Levitt began her life-long fascination with urban street life in 1937 while teaching a children’s art class. She became fascinated with ephemeral chalk drawings on New York City streets, and soon began photographing the transitory drawings and the children who made them. From that time on, Levitt focused her work on children who viewed the streets as their playground, and the everyday lives of ordinary people in the city’s working class neighborhoods. Levitt’s black and white photographs during the 1930s and 40s captured fleeting moments in a lyrical, unobtrusive style.

In 1939, Levitt’s noted photograph, Halloween, was included in the Museum of Modern Art’s (MoMA) inaugural exhibition for its new photography section. During the same year, her work was published in Fortune magazine. Four years later the MoMA held Levitt’s first solo exhibition, titled Helen Levitt: Photographs of Children.

Levitt took a job as a film editor in the early 1940s, and soon began working on documentaries and films of her own. In 1948, Levitt was nominated for an Academy Award for The Quiet One, which she wrote and created with Janice Loeb and James Agee. Levitt continued making films for nearly twenty-five years.

In 1959 and 1960, Levitt received grants from the Guggenheim Foundation, and returned her focus to still imagery.

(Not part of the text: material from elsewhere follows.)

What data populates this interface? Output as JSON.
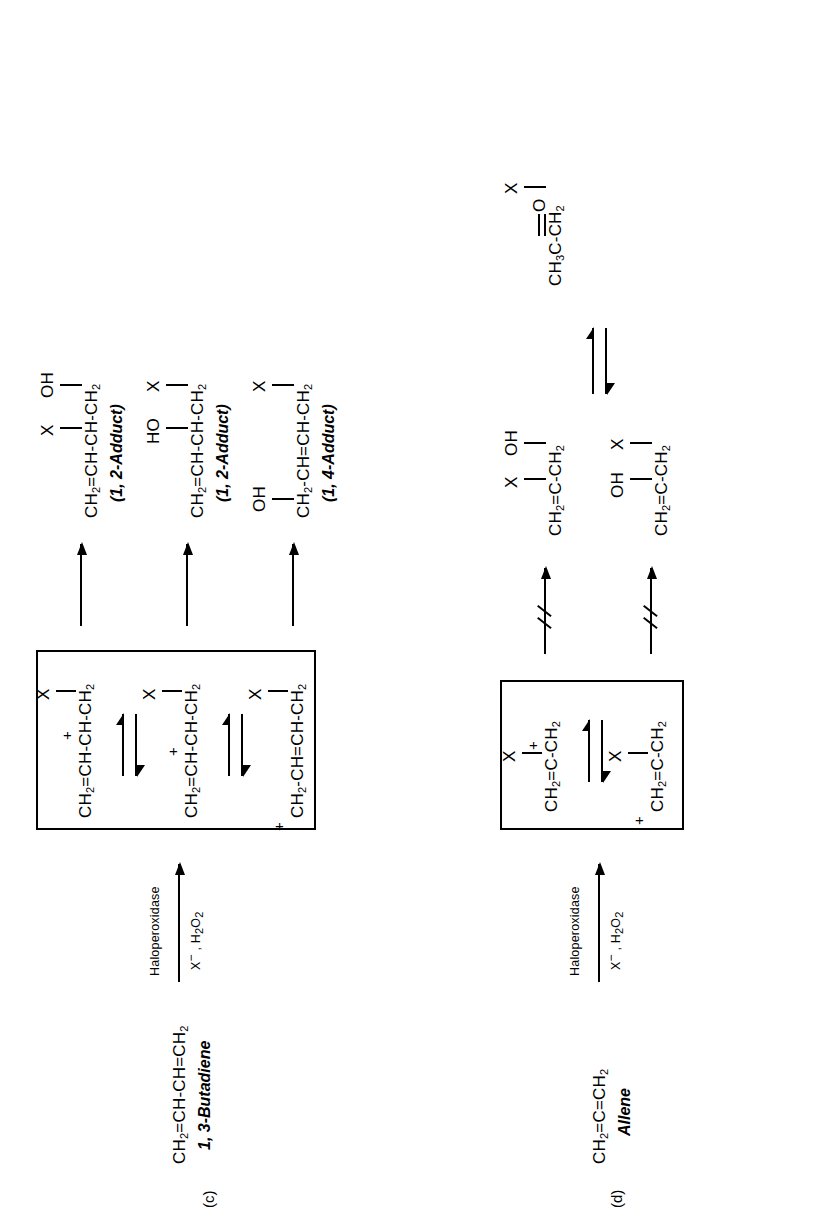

Levitt was a pioneer in color photography, capturing the innocent, vibrant activity of her beloved New York City streets in dye-transfer color prints.

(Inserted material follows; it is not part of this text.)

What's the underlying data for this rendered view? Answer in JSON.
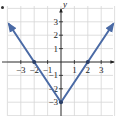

The first major published collection of Levitt’s work took place in 1965 in a catalogue called A Way of Seeing. Today there are numerous published collections of her photographs. Levitt received her first national retrospective in 1991, organized by the San Francisco Museum of Modern Art, which traveled to major American museums and introduced the nation to one of the most celebrated yet least known photographers in history.

The UMFA’s exhibition, Helen Levitt Photographs, combines dozens of candid black and white photographs from the 1930s and 1940s, as well as later works, both color prints and gelatin silver prints, from the 1970s and 1980s. Together, these photographs highlight Levitt’s astonishing capacity for capturing lyrical and mysterious moments in the everyday life of New York City.